On 11/27/2011 12:33 PM, Jacob Carlborg wrote:
On 2011-11-27 02:13, Timon Gehr wrote:
On 11/27/2011 02:03 AM, Andrei Alexandrescu wrote:
On 11/26/11 6:40 PM, Kapps wrote:
One of the great things about D is the ability to do so much work at
compile-time, including static verification. An example is the
amount of
constraints available for templates, static ifs, etc. But at some
point,
it starts getting very problematic to just figure out what something
does, and what something can do. An example for this, is ranges. They
can be very confusing, and you don't know what they can do without
actually going and looking up the exact definition of them. Even then,
you have to know that the templated type a function expects is a range.
Again, very confusing, and arguably messy. Finally, even now that you
know what methods you can call on this mysterious type T, and you see
that there's a clause isInputRange!(T) on the method, your IDE still
has
no clue about any of these things making it impossible to have
semi-decent code completion for that type.

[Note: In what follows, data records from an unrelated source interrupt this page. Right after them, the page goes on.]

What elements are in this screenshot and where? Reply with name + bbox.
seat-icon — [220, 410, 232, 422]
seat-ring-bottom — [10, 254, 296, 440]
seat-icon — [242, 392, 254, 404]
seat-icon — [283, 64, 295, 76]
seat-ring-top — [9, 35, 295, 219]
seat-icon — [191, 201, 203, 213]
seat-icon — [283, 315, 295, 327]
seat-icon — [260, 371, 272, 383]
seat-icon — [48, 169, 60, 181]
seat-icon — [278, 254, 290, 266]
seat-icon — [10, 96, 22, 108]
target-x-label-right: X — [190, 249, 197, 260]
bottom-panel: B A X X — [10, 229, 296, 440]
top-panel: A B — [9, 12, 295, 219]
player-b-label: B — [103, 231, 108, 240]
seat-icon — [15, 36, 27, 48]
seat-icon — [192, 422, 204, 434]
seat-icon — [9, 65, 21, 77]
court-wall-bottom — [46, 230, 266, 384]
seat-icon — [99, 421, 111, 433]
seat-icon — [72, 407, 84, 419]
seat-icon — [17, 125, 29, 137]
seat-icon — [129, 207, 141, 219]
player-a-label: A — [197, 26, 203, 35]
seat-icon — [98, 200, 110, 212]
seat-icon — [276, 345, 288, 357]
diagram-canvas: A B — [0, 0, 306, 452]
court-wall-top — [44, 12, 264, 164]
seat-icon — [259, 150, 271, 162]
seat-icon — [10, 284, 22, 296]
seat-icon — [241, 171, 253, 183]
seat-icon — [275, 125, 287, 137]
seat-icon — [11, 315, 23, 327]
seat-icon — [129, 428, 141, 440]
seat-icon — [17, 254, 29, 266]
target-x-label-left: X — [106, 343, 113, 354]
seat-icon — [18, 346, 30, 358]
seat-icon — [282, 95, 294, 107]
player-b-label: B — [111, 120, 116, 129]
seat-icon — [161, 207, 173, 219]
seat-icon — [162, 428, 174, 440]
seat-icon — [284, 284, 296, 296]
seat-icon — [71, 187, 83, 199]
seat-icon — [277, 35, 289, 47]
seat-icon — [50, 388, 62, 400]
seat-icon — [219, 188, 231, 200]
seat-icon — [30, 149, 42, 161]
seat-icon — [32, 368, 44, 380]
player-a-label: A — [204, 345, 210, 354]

Which brings in, compile-time interfaces. It seems like a natural thing
to include when you have the above tools. Instead of having a method
such as:
auto DoSomething(T)(T Data) if(isInputRange!(T)) { }
You could simply do:
auto DoSomething(Range Data) { }
where Range is defined as:
enum interface Range {
void popFront() const;
@property bool empty() const;
@property auto front();
}

What's "auto" here? This thing alone pretty much destroys the idea;
we've considered it very seriously.

Andrei


I would solve that similar to this:

enum interface Range {
private alias T; // could also use 'static' instead of 'private' :o)
void popFront();
@property bool empty() const;
@property T front();
}

Where "T" does not actually contribute to the imposed interface.

Then what would "T" be?

Any symbol. It is determined by deduction.

Seems to me it needs to look something like this:

enum interface Range (T)
{
void popFront();
@property bool empty() const;
@property T front();
}


That is an overly restrictive interface because the element type is fixed.